New corona studies: The virus probably came from the animal market in Wuhan

Status: 07/27/2022 1:49 p.m

New studies support the assumption that the starting point for the corona virus was an animal market in the Chinese metropolis of Wuhan. The thesis that the virus came from a Chinese laboratory is considered unlikely.

Two new studies come to the conclusion that the corona virus first broke out at an animal market in the Chinese metropolis of Wuhan – and did not come from a Chinese laboratory. The research showed “that it is simply not plausible that this virus was introduced to the Wuhan market in any way other than through the wildlife trade,” said one of the authors, University of Arizona virologist Michael Worobey.

Worobey’s study was published by the scientific journal “Science”. She evaluated available temporal and local data on the first known corona cases in Wuhan. The researchers found that the earliest cases of Covid-19 were concentrated in traders or people who bought or sold live animals at Huanan Market.

First cases appeared closely around Huanan market

The research team also looked at the first 155 corona infections in Wuhan. Accordingly, they were grouped closely around the Huanan market, while later infections were widely distributed in the metropolis. Therefore, the authors conclude that the virus originated in this market and spread from there. However, the researchers did not determine from which animal species the virus jumped to humans.

In the second study, also published in Science magazine, researchers examined the genetic data of early corona cases. They followed two lineages of the pathogen. Again, the scientists came to the conclusion that the virus probably jumped from animals in the Huanan market to humans.

China has so far rejected further WHO research

The corona pandemic first appeared in Wuhan at the end of 2019. It was soon speculated that the virus could have escaped in an accident at the institute of virology in Wuhan, where research on corona viruses is carried out. A team of experts from the World Health Organization (WHO) was only allowed to travel to China more than 12 months later and had returned without clear results.

The report presented by the WHO experts classified the so-called laboratory theory as “extremely unlikely”. However, there is a debate among scientists as to whether the virus could have escaped from a laboratory in Wuhan.

Many countries have expressed concern that international experts have been denied access to important data in their investigation in China. The Chinese government has so far vehemently rejected further investigations, which WHO chief Tedros Adhanom Ghebreyesus has also called for.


> Task statement:
Leave the pictures out and repeat the rest of the data below exactly.

╭──

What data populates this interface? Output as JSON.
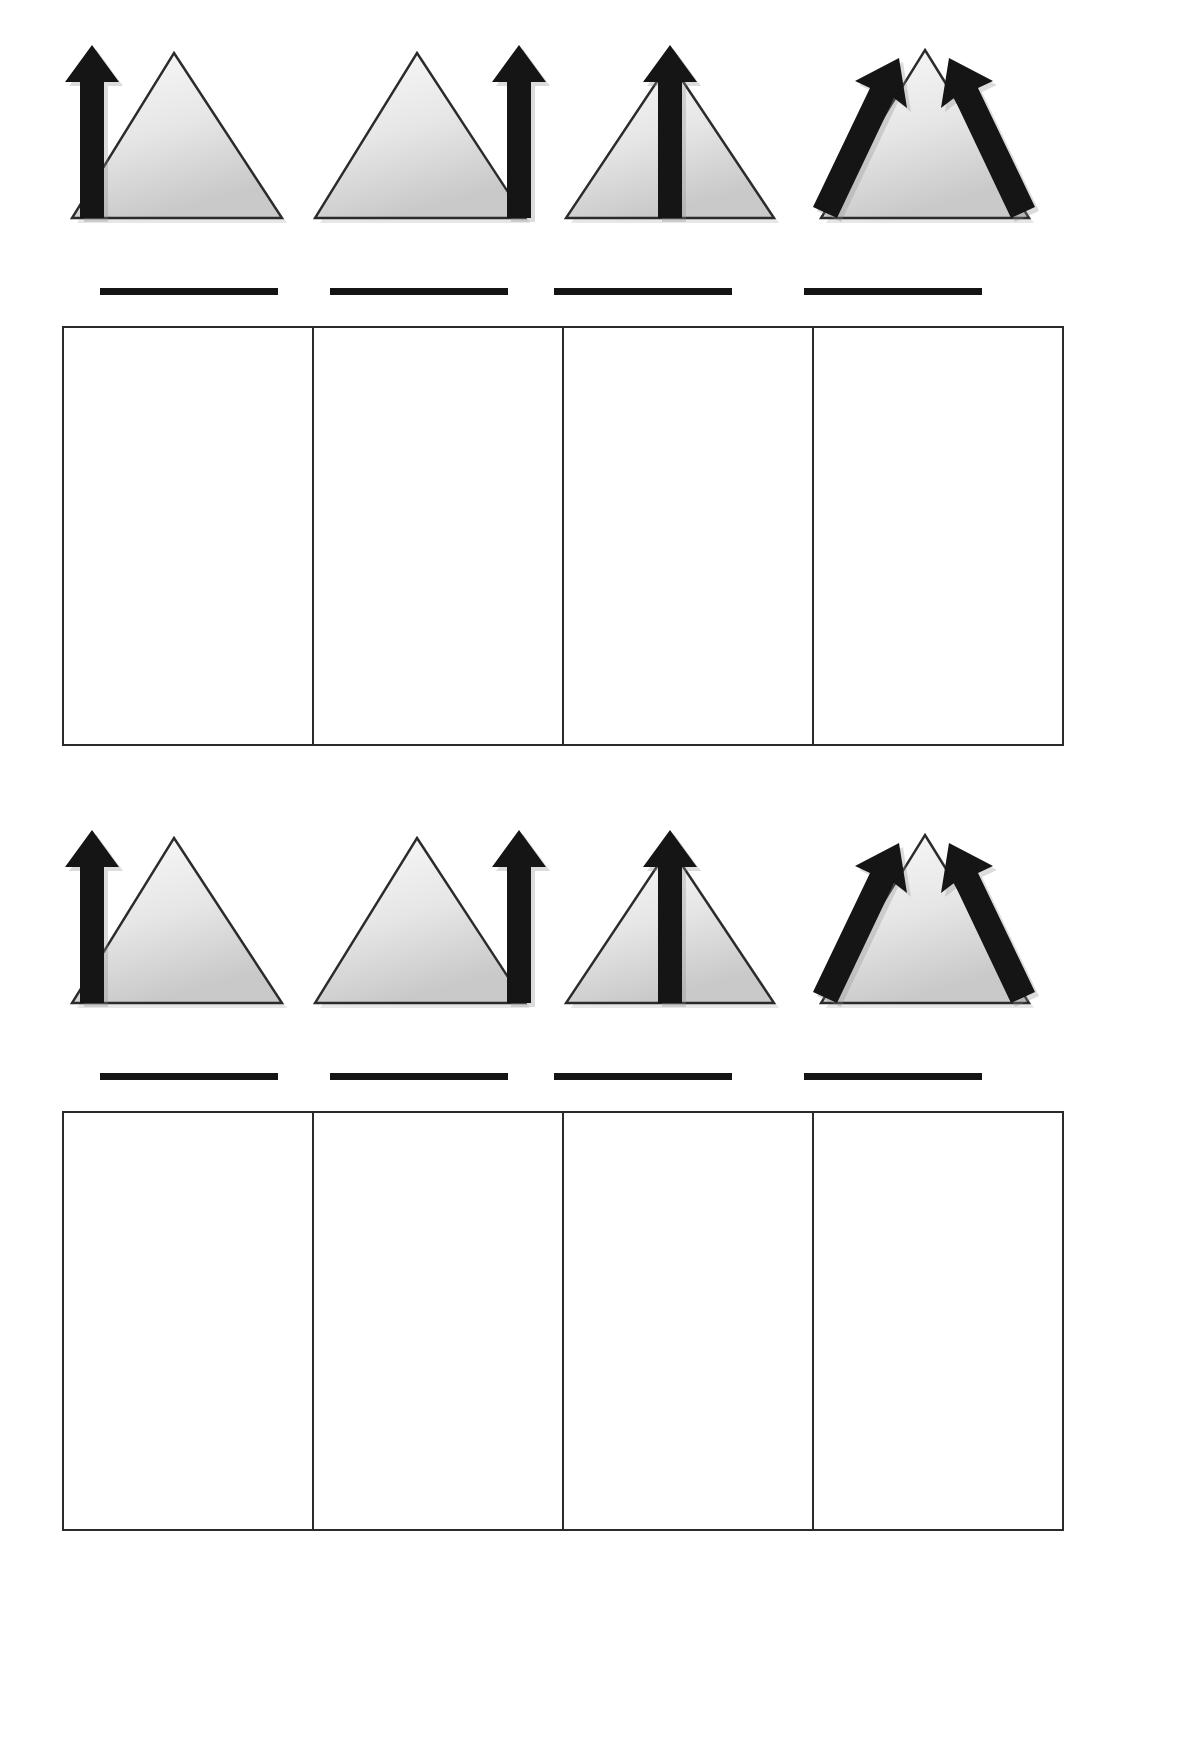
{
  "document": {
    "type": "worksheet",
    "background_color": "#ffffff",
    "page_width": 1182,
    "page_height": 1738,
    "section_count": 2
  },
  "palette": {
    "arrow_black": "#151515",
    "triangle_fill_light": "#f2f2f2",
    "triangle_fill_dark": "#cdcdcd",
    "triangle_stroke": "#2b2b2b",
    "table_border": "#2b2b2b",
    "line_color": "#151515"
  },
  "sections": [
    {
      "id": "section-1",
      "top": 40,
      "icons": [
        {
          "id": "icon-arrow-left-of-triangle",
          "name": "triangle-with-arrow-left",
          "description": "Grey triangle with a thick black upward arrow positioned to its left side",
          "arrow_position": "left",
          "arrow_count": 1,
          "arrow_direction": "up"
        },
        {
          "id": "icon-arrow-right-of-triangle",
          "name": "triangle-with-arrow-right",
          "description": "Grey triangle with a thick black upward arrow positioned to its right side",
          "arrow_position": "right",
          "arrow_count": 1,
          "arrow_direction": "up"
        },
        {
          "id": "icon-arrow-through-center",
          "name": "triangle-with-arrow-center",
          "description": "Grey triangle with a thick black upward arrow through its vertical centre",
          "arrow_position": "center",
          "arrow_count": 1,
          "arrow_direction": "up"
        },
        {
          "id": "icon-two-diagonal-arrows",
          "name": "triangle-with-two-diagonal-arrows",
          "description": "Grey triangle with two thick black arrows running diagonally up along both slopes toward the apex",
          "arrow_position": "both-slopes",
          "arrow_count": 2,
          "arrow_direction": "up-diagonal"
        }
      ],
      "answer_lines": [
        {
          "id": "answer-line-1",
          "text": ""
        },
        {
          "id": "answer-line-2",
          "text": ""
        },
        {
          "id": "answer-line-3",
          "text": ""
        },
        {
          "id": "answer-line-4",
          "text": ""
        }
      ],
      "table": {
        "id": "answer-table-1",
        "columns": 4,
        "rows": 1,
        "cells": [
          "",
          "",
          "",
          ""
        ]
      }
    },
    {
      "id": "section-2",
      "top": 830,
      "icons": [
        {
          "id": "icon-arrow-left-of-triangle-2",
          "name": "triangle-with-arrow-left",
          "description": "Grey triangle with a thick black upward arrow positioned to its left side",
          "arrow_position": "left",
          "arrow_count": 1,
          "arrow_direction": "up"
        },
        {
          "id": "icon-arrow-right-of-triangle-2",
          "name": "triangle-with-arrow-right",
          "description": "Grey triangle with a thick black upward arrow positioned to its right side",
          "arrow_position": "right",
          "arrow_count": 1,
          "arrow_direction": "up"
        },
        {
          "id": "icon-arrow-through-center-2",
          "name": "triangle-with-arrow-center",
          "description": "Grey triangle with a thick black upward arrow through its vertical centre",
          "arrow_position": "center",
          "arrow_count": 1,
          "arrow_direction": "up"
        },
        {
          "id": "icon-two-diagonal-arrows-2",
          "name": "triangle-with-two-diagonal-arrows",
          "description": "Grey triangle with two thick black arrows running diagonally up along both slopes toward the apex",
          "arrow_position": "both-slopes",
          "arrow_count": 2,
          "arrow_direction": "up-diagonal"
        }
      ],
      "answer_lines": [
        {
          "id": "answer-line-5",
          "text": ""
        },
        {
          "id": "answer-line-6",
          "text": ""
        },
        {
          "id": "answer-line-7",
          "text": ""
        },
        {
          "id": "answer-line-8",
          "text": ""
        }
      ],
      "table": {
        "id": "answer-table-2",
        "columns": 4,
        "rows": 1,
        "cells": [
          "",
          "",
          "",
          ""
        ]
      }
    }
  ]
}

╰──

> Answer to the exercise:
What data populates this interface? Output as JSON.
{
  "document": {
    "type": "worksheet",
    "background_color": "#ffffff",
    "page_width": 1182,
    "page_height": 1738,
    "section_count": 2
  },
  "palette": {
    "arrow_black": "#151515",
    "triangle_fill_light": "#f2f2f2",
    "triangle_fill_dark": "#cdcdcd",
    "triangle_stroke": "#2b2b2b",
    "table_border": "#2b2b2b",
    "line_color": "#151515"
  },
  "sections": [
    {
      "id": "section-1",
      "top": 40,
      "icons": [
        {
          "id": "icon-arrow-left-of-triangle",
          "name": "triangle-with-arrow-left",
          "description": "Grey triangle with a thick black upward arrow positioned to its left side",
          "arrow_position": "left",
          "arrow_count": 1,
          "arrow_direction": "up"
        },
        {
          "id": "icon-arrow-right-of-triangle",
          "name": "triangle-with-arrow-right",
          "description": "Grey triangle with a thick black upward arrow positioned to its right side",
          "arrow_position": "right",
          "arrow_count": 1,
          "arrow_direction": "up"
        },
        {
          "id": "icon-arrow-through-center",
          "name": "triangle-with-arrow-center",
          "description": "Grey triangle with a thick black upward arrow through its vertical centre",
          "arrow_position": "center",
          "arrow_count": 1,
          "arrow_direction": "up"
        },
        {
          "id": "icon-two-diagonal-arrows",
          "name": "triangle-with-two-diagonal-arrows",
          "description": "Grey triangle with two thick black arrows running diagonally up along both slopes toward the apex",
          "arrow_position": "both-slopes",
          "arrow_count": 2,
          "arrow_direction": "up-diagonal"
        }
      ],
      "answer_lines": [
        {
          "id": "answer-line-1",
          "text": ""
        },
        {
          "id": "answer-line-2",
          "text": ""
        },
        {
          "id": "answer-line-3",
          "text": ""
        },
        {
          "id": "answer-line-4",
          "text": ""
        }
      ],
      "table": {
        "id": "answer-table-1",
        "columns": 4,
        "rows": 1,
        "cells": [
          "",
          "",
          "",
          ""
        ]
      }
    },
    {
      "id": "section-2",
      "top": 830,
      "icons": [
        {
          "id": "icon-arrow-left-of-triangle-2",
          "name": "triangle-with-arrow-left",
          "description": "Grey triangle with a thick black upward arrow positioned to its left side",
          "arrow_position": "left",
          "arrow_count": 1,
          "arrow_direction": "up"
        },
        {
          "id": "icon-arrow-right-of-triangle-2",
          "name": "triangle-with-arrow-right",
          "description": "Grey triangle with a thick black upward arrow positioned to its right side",
          "arrow_position": "right",
          "arrow_count": 1,
          "arrow_direction": "up"
        },
        {
          "id": "icon-arrow-through-center-2",
          "name": "triangle-with-arrow-center",
          "description": "Grey triangle with a thick black upward arrow through its vertical centre",
          "arrow_position": "center",
          "arrow_count": 1,
          "arrow_direction": "up"
        },
        {
          "id": "icon-two-diagonal-arrows-2",
          "name": "triangle-with-two-diagonal-arrows",
          "description": "Grey triangle with two thick black arrows running diagonally up along both slopes toward the apex",
          "arrow_position": "both-slopes",
          "arrow_count": 2,
          "arrow_direction": "up-diagonal"
        }
      ],
      "answer_lines": [
        {
          "id": "answer-line-5",
          "text": ""
        },
        {
          "id": "answer-line-6",
          "text": ""
        },
        {
          "id": "answer-line-7",
          "text": ""
        },
        {
          "id": "answer-line-8",
          "text": ""
        }
      ],
      "table": {
        "id": "answer-table-2",
        "columns": 4,
        "rows": 1,
        "cells": [
          "",
          "",
          "",
          ""
        ]
      }
    }
  ]
}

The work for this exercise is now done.